As for animal consumption, Baldor has begun delivering loads of its fresh-cut scraps to Flying Pigs Farm in Shushan, New York. Starting with limited loads to work out the kinks and figure out the logistics — packaging, loading, unloading, etc. — Flying Pigs is taking delivery of 7,000 to 8,000 pounds of the scraps twice a week.

“The pros are it allows the animals to have fresh produce … and it puts pigs back into their traditional role on the farm,” said owner and farmer Michael Yezzi. “That’s essentially been pigs’ role throughout the ages — eating everything that was leftover, and turning that into meat and fat and storing those calories.

“The cons are it’s a little bit more work for us. We have to unload the truck in pallets into the field and empty the containers. But other than that, it’s a relatively easy process.”

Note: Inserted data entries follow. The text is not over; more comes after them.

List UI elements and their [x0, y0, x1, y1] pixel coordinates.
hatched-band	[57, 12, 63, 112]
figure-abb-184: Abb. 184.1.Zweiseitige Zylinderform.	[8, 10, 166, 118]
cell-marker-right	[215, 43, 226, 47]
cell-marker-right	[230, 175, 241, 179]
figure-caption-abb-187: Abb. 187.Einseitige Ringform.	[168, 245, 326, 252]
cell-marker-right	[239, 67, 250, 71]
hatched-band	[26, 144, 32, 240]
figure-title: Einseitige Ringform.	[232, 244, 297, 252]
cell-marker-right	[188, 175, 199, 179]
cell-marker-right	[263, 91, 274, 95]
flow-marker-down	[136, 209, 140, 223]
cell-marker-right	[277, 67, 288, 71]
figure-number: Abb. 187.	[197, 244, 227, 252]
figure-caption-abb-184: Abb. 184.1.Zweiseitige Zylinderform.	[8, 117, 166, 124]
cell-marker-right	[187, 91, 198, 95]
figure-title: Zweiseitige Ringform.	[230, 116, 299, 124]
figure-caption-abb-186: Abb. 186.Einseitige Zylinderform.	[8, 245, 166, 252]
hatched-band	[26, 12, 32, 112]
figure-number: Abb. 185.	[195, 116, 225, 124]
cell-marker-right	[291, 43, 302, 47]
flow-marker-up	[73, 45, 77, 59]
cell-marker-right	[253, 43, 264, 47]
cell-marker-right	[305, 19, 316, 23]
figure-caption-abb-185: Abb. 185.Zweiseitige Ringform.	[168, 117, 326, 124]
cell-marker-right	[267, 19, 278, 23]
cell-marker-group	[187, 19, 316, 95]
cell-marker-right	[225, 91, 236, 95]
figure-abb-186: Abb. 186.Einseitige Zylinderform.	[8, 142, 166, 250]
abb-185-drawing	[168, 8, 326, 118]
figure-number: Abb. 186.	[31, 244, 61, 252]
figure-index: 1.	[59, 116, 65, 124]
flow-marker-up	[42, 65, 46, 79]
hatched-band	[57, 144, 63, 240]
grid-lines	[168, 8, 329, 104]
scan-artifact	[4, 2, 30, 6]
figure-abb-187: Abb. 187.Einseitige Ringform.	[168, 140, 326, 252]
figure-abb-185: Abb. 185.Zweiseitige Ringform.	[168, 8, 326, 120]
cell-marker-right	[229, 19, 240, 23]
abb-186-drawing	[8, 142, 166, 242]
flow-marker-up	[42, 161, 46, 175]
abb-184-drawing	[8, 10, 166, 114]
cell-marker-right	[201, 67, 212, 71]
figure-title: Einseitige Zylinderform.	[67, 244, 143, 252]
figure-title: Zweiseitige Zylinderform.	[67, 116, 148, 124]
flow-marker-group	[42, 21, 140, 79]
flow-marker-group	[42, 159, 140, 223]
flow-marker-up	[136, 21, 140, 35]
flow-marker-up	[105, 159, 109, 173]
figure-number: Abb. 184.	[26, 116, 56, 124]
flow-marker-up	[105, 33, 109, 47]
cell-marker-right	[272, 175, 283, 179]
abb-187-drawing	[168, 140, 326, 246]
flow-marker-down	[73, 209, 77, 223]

Yezzi said the cost is comparable to or a little lower than what he pays for other feed.

“By truck, it’s a little over three hours,” McQuillan said. “It doesn’t cost us any more money than it would if we would send it to a transfer station through our regular sanitation, and he is paying us for the product, so we are selling it to him as a feed product for the animals. We’re looking to do more of that.

“The goal is to find a home for all of this product, so it doesn’t even go to transfer stations anymore.”